:: SOURCE DATA
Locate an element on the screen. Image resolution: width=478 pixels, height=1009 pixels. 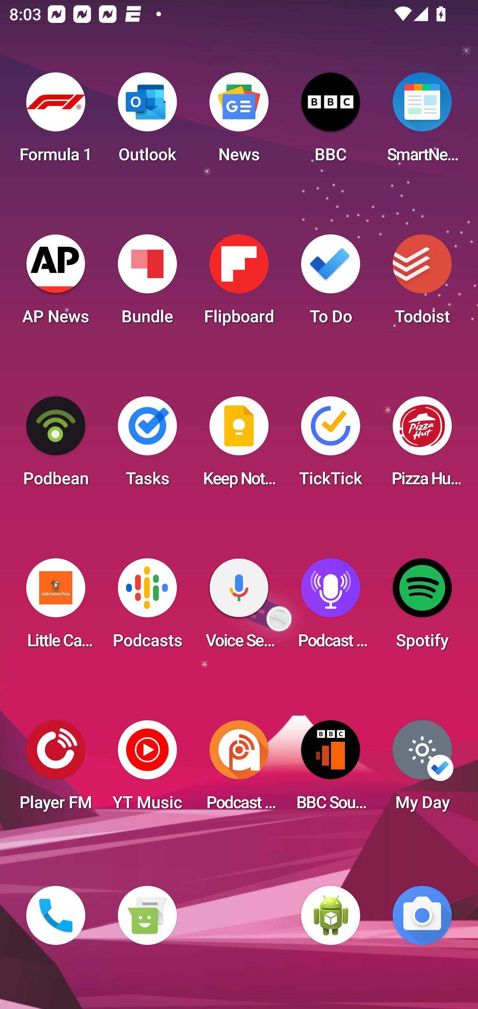
Podcasts is located at coordinates (147, 608).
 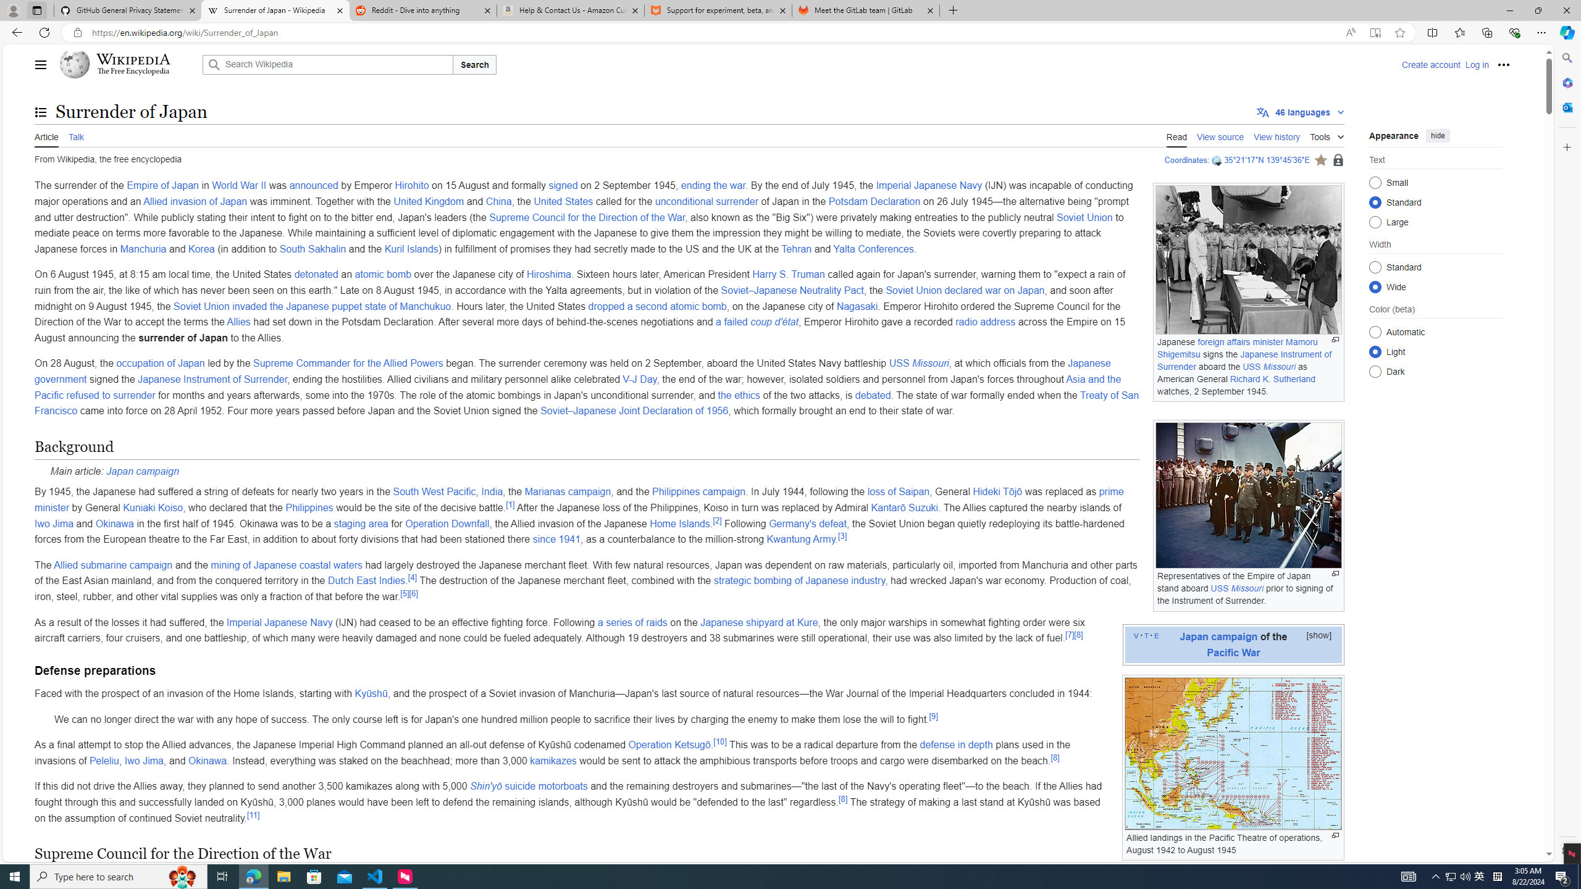 What do you see at coordinates (842, 798) in the screenshot?
I see `[8]` at bounding box center [842, 798].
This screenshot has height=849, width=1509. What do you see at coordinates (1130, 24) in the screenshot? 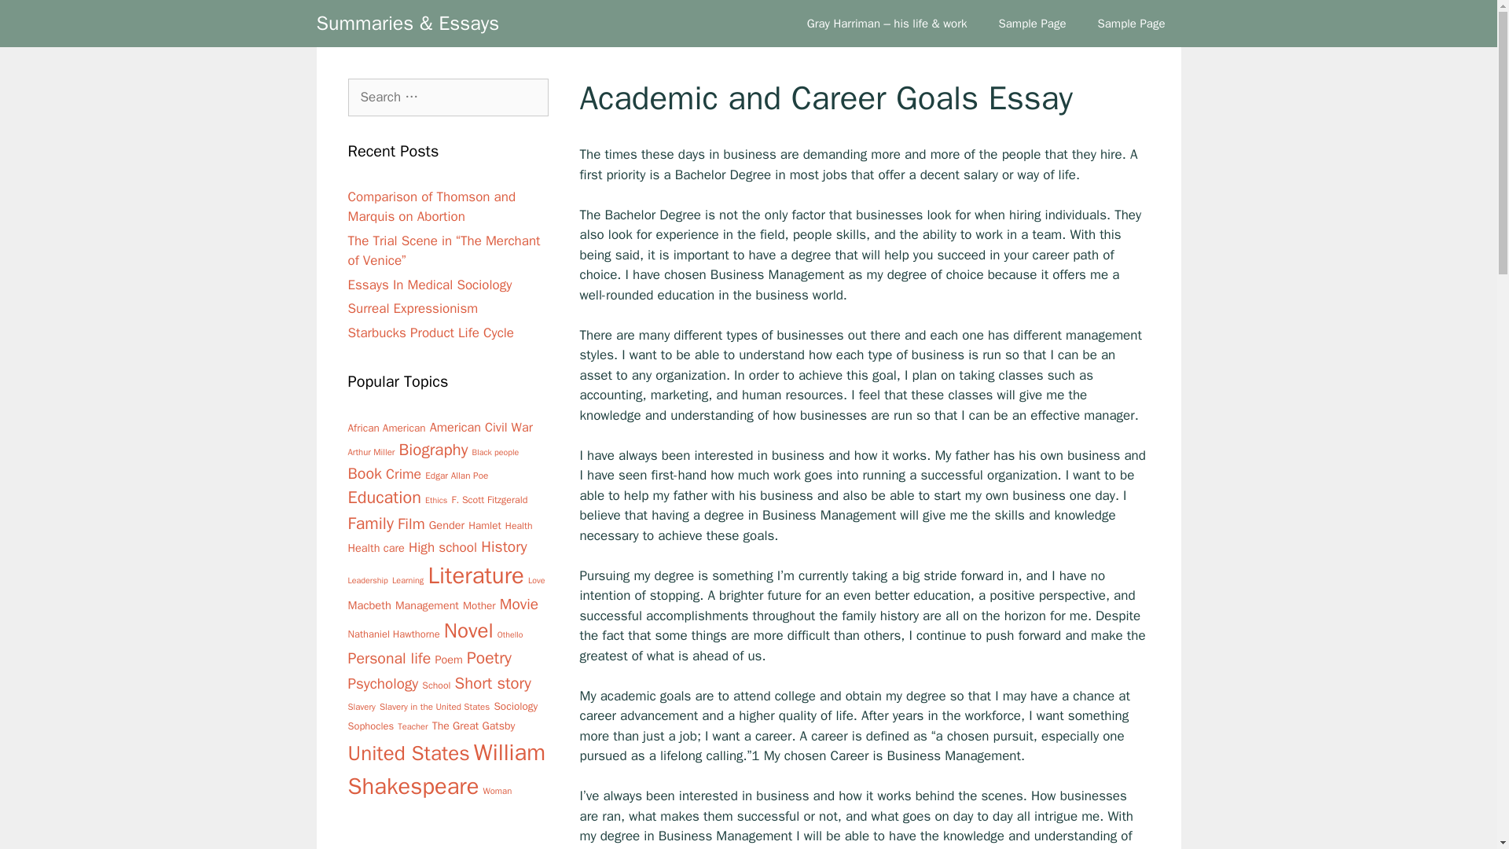
I see `Sample Page` at bounding box center [1130, 24].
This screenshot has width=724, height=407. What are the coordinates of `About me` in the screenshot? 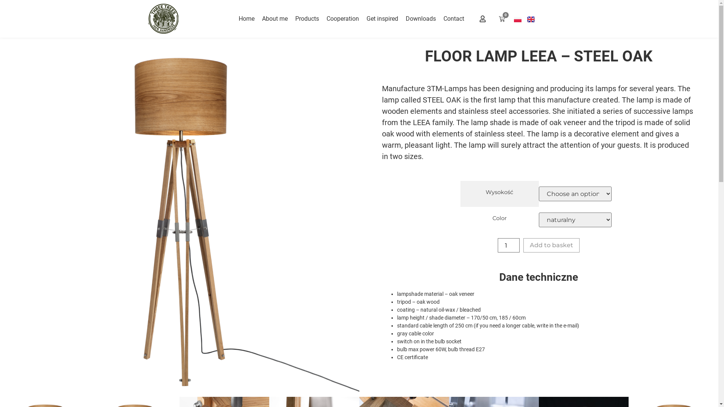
::::
Word for word, copy every line of the data, excluding any pictures.

__SOLVED EXERCISE__:
Locate an element on the screen. Image resolution: width=478 pixels, height=1009 pixels. 
Podcasts is located at coordinates (147, 608).
  What do you see at coordinates (842, 798) in the screenshot?
I see `[8]` at bounding box center [842, 798].
This screenshot has height=849, width=1509. What do you see at coordinates (1130, 24) in the screenshot? 
I see `Sample Page` at bounding box center [1130, 24].
This screenshot has width=724, height=407. What are the coordinates of `About me` in the screenshot? 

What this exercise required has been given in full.